My favourite player theory, though, is one by Reddit user SomeoneGMForMe, who posted a miniature dissertation this week that’s juuust out there enough to the point where it actually makes a whole lot of sense. They think there’s no reason to assume Returnal is told in chronological order. With that in mind, the second act is a prologue, the third act offers contextualizing details, and the first act is actually the final chapter, the real ending.

The whole idea is, as SomeoneGMForMe put it, “one of the ‘it’s all a metaphor’ theories.” Everything that happens on Atropos is a stand-in for how Selene grapples with her real-world trauma, with the biomes being visual metaphors for various thoughts and feelings bouncing around Selene’s head. For instance, the second biome, the Crimson Wastes, is littered with structures that look a whole lot like stacked vertebrae. Those represent fractured spines, a key part of Returnal’s real-world story. And speaking of fractured, that’s why the fifth biome — a frozen-over iteration of the Crimson Wastes — is called the Fractured Wastes.

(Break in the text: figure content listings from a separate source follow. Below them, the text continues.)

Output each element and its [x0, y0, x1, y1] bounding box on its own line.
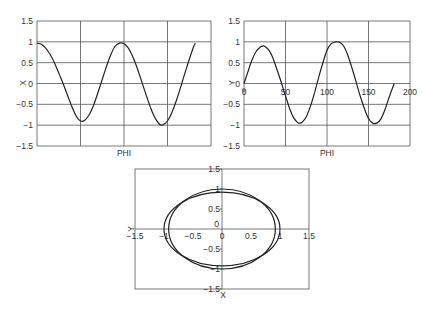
y-tick-label: 0: [28, 79, 33, 89]
x-tick-label: 0.5: [245, 231, 257, 241]
right-x-axis-label: PHI: [320, 148, 334, 158]
y-tick-label: −0.5: [16, 99, 33, 109]
y-tick-label: −1.5: [203, 284, 220, 294]
bottom-x-axis-label: X: [220, 290, 226, 300]
y-tick-label: −1.5: [16, 141, 33, 151]
x-tick-label: 200: [403, 87, 417, 97]
x-tick-label: 150: [361, 87, 375, 97]
left-y-axis-label: X: [18, 80, 28, 86]
y-tick-label: 1: [28, 37, 33, 47]
y-tick-label: 1: [235, 37, 240, 47]
bottom-x-tick-labels: −1.5−1−0.500.511.5: [127, 231, 316, 241]
y-tick-label: 0.5: [21, 58, 33, 68]
y-tick-label: −1: [23, 120, 33, 130]
x-tick-label: 0: [220, 231, 225, 241]
left-x-axis-label: PHI: [117, 148, 131, 158]
chart-y-vs-phi: 1.510.50−0.5−1−1.5 050100150200 Y PHI: [223, 16, 417, 158]
y-tick-label: 1.5: [208, 164, 220, 174]
y-tick-label: −1: [230, 120, 240, 130]
x-tick-label: 100: [320, 87, 334, 97]
x-tick-label: −0.5: [185, 231, 202, 241]
origin-marker: [242, 88, 246, 92]
chart-y-vs-x: −1.5−1−0.500.511.5 1.510.50−0.5−1−1.5 Y …: [126, 164, 315, 300]
y-tick-label: −0.5: [223, 99, 240, 109]
y-tick-label: 1.5: [228, 16, 240, 26]
right-grid: [244, 21, 410, 146]
chart-x-vs-phi: 1.510.50−0.5−1−1.5 X PHI: [16, 16, 211, 158]
x-curve: [37, 43, 195, 125]
x-tick-label: 1.5: [303, 231, 315, 241]
figure-canvas: 1.510.50−0.5−1−1.5 X PHI 1.510.50−0.5−1−…: [0, 0, 427, 312]
bottom-y-axis-label: Y: [126, 226, 136, 232]
y-tick-label: −1.5: [223, 141, 240, 151]
y-tick-label: 0.5: [208, 204, 220, 214]
y-tick-label: 0: [214, 219, 219, 229]
y-tick-label: 0.5: [228, 58, 240, 68]
y-tick-label: −0.5: [203, 244, 220, 254]
y-tick-label: 1.5: [21, 16, 33, 26]
right-y-axis-label: Y: [227, 80, 237, 86]
y-curve: [244, 42, 394, 124]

Let’s break it down chronologically.

SomeoneGMForMe thinks Theia is a trainee in the Apollo astronaut program, which tracks with the game’s ‘70s-inspired setting. Before the events of the game, Theia crashes a car. (You catch snippets of the news report about the incident during one of the house sequences, where it’s noted that Theia crashed during clear conditions in broad daylight.) Selene, who was in the backseat, is fine, but Theia ends up paralysed, and blames Selene. That’s where the game starts.

Act two according to SomeoneGMForMe, shows how Theia takes her bottled-up emotions out on Selene, who then relies on medication to cope with the resulting trauma. Selene grows up overcome with aspirations of becoming an astronaut, to compensate for what her mother was no longer able to do. Selene has a son, Helios, but she’s not exactly the most attentive mother. She applies for the Astra space program, but is rejected. (You can read the rejection letter during one of the house sequences.)

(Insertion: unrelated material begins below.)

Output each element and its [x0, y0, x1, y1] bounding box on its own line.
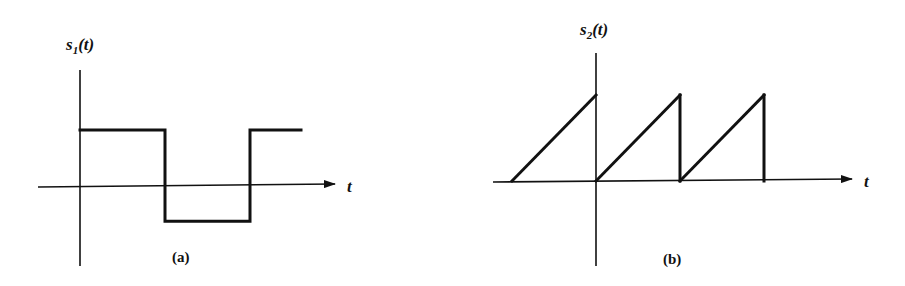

Bonkers Returnal Fan Theory Suggests The End Is Actually The Beginning

One night, Selene is driving, Helios in the backseat. In the background, you can hear Blue Öyster Cult’s smash hit “(Don’t Fear) The Reaper” through the stereo. That song didn’t come out until 1976, putting this scene squarely at some point after the Apollo missions, and therefore after when Theia would’ve suffered the first crash. Anyway, Helios says, “Do you see the white shadow?” Selene spots an Apollo-era astronaut and veers off a bridge and into the water below. Helios dies. Selene is paralysed, just like Theia. Act one starts here, and is a metaphor for how Selene grapples with these events.

Then, details from the third act colour in the twist: Selene, presumably in an effort to rid herself of lingering trauma, burns down her home…with Theia inside of it! From there, the rest of the final first-act cutscene — all the real-world stuff, in particular the imagery that shows Selene getting buried — is the rest of Selene’s life.

Bonkers Returnal Fan Theory Suggests The End Is Actually The Beginning

For sure, SomeoneGMForMe’s theory leaves some questions unanswered: What’s the deal with the Sentient archive rooms, for instance? And if Hyperion, per the Greek mytheme that informs Returnal, is Selene’s dad, and shows up as the fourth biome boss in the game, why is he not present at all in the “real” plotline? But damn if it isn’t one of the most thoroughly convincing ideas about what the hell happened in Returnal. You can read the whole thing — which collates a deeper trove of supporting evidence, if the above didn’t convince you already — right here.